→ Exercise brief
In the entries that follow, the lines from the one with "This screenshot has width=680, height=382." through the one with "The image size is (664, 374)." are the ones to write out, exactly and with both ends included. Nothing else should appear.

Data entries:
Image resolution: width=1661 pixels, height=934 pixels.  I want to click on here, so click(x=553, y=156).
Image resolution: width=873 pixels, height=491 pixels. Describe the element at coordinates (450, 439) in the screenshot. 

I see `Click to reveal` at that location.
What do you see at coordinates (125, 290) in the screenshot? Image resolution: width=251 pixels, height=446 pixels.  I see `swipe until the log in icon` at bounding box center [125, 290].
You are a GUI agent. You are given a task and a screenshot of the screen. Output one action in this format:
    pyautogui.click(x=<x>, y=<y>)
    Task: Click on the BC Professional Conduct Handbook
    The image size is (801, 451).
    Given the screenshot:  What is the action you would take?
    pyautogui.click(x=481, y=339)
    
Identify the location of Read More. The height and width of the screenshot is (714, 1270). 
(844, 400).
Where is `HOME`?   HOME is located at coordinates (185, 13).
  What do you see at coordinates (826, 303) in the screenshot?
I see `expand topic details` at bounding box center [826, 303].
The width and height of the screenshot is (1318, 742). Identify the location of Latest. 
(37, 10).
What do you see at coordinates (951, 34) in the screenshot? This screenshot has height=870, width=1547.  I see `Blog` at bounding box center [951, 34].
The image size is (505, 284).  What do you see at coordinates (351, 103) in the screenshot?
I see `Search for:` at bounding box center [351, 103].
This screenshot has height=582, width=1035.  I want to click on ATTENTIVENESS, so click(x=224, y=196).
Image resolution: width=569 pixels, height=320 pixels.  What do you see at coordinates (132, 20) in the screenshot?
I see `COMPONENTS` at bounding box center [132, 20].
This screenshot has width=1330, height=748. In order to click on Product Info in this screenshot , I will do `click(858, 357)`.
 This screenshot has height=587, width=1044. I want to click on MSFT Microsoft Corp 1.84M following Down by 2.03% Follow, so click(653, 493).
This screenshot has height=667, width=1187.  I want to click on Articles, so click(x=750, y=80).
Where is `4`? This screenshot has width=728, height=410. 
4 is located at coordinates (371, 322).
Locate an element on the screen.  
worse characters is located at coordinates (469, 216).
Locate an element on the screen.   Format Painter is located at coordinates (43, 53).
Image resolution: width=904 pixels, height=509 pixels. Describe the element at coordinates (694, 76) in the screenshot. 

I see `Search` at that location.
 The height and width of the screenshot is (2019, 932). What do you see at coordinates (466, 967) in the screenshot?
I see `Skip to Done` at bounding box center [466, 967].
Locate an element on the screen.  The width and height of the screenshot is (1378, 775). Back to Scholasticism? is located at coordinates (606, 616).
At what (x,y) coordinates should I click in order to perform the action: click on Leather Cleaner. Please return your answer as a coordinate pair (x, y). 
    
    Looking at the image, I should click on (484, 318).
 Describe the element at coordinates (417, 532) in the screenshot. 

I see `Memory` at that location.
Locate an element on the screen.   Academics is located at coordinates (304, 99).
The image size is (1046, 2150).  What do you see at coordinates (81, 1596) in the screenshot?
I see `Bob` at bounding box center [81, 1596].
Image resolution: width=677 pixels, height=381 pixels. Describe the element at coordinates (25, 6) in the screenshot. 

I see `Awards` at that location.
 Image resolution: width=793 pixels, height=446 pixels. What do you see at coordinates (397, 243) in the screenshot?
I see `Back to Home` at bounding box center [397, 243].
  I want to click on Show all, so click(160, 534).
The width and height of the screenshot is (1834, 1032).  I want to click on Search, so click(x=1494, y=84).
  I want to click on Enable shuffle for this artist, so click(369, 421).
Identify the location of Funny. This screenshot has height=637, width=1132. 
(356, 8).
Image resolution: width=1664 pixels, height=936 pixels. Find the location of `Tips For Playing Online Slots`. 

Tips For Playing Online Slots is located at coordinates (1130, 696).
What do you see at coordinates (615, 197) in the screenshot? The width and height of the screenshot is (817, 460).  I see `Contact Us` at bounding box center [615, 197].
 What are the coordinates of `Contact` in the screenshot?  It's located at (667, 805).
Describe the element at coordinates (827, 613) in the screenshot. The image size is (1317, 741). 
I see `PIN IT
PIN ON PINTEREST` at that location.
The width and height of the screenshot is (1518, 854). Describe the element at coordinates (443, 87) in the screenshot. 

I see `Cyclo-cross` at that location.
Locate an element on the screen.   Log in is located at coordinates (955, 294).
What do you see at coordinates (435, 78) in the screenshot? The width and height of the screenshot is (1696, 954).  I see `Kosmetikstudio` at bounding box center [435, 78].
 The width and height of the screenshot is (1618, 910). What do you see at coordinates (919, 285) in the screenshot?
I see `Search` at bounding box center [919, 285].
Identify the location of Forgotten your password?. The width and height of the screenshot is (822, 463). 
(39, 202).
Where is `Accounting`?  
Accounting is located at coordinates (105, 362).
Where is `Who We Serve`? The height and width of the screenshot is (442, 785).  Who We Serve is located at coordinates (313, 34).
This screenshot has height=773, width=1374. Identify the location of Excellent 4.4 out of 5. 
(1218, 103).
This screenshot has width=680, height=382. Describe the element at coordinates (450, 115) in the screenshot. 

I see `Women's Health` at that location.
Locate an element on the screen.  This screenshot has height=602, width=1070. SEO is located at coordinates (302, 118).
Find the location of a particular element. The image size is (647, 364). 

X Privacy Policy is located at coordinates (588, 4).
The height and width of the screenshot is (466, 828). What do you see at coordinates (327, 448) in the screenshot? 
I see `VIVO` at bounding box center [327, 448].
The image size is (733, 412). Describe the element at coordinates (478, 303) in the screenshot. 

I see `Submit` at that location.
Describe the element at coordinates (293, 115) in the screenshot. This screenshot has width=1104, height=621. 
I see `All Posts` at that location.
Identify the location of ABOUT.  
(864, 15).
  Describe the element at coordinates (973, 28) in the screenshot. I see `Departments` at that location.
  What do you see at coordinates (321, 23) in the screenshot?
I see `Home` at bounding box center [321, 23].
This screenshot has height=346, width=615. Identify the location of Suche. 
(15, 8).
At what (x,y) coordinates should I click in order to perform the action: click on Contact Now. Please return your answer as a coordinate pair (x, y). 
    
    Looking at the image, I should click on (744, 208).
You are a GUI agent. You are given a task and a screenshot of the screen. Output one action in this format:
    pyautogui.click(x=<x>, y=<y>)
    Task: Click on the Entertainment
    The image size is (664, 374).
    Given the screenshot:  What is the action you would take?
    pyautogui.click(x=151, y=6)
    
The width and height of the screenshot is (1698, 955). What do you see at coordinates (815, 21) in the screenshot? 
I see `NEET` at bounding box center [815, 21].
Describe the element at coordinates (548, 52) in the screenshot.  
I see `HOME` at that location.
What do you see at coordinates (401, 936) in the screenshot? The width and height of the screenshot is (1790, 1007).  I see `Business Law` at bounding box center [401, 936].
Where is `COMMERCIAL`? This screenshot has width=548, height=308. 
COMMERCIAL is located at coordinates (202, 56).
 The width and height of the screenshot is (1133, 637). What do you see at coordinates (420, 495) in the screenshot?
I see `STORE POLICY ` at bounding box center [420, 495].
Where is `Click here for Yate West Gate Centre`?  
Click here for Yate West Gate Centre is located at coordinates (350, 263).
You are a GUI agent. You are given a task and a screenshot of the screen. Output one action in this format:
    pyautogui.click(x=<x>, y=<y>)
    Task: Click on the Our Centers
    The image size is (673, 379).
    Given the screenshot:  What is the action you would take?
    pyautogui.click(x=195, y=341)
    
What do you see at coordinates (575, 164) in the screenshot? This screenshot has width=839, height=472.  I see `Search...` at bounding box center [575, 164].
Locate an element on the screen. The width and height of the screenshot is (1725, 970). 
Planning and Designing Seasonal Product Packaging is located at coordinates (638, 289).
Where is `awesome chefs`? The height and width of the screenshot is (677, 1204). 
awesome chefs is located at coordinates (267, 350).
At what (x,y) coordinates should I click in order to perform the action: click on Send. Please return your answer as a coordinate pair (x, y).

→ Response below
This screenshot has width=680, height=382. Describe the element at coordinates (450, 115) in the screenshot. 

I see `Women's Health` at that location.
Locate an element on the screen.  This screenshot has height=602, width=1070. SEO is located at coordinates (302, 118).
Find the location of a particular element. The image size is (647, 364). 

X Privacy Policy is located at coordinates (588, 4).
The height and width of the screenshot is (466, 828). What do you see at coordinates (327, 448) in the screenshot? 
I see `VIVO` at bounding box center [327, 448].
The image size is (733, 412). Describe the element at coordinates (478, 303) in the screenshot. 

I see `Submit` at that location.
Describe the element at coordinates (293, 115) in the screenshot. This screenshot has width=1104, height=621. 
I see `All Posts` at that location.
Identify the location of ABOUT.  
(864, 15).
  Describe the element at coordinates (973, 28) in the screenshot. I see `Departments` at that location.
  What do you see at coordinates (321, 23) in the screenshot?
I see `Home` at bounding box center [321, 23].
This screenshot has height=346, width=615. Identify the location of Suche. 
(15, 8).
At what (x,y) coordinates should I click in order to perform the action: click on Contact Now. Please return your answer as a coordinate pair (x, y). 
    
    Looking at the image, I should click on (744, 208).
You are a GUI agent. You are given a task and a screenshot of the screen. Output one action in this format:
    pyautogui.click(x=<x>, y=<y>)
    Task: Click on the Entertainment
    The image size is (664, 374).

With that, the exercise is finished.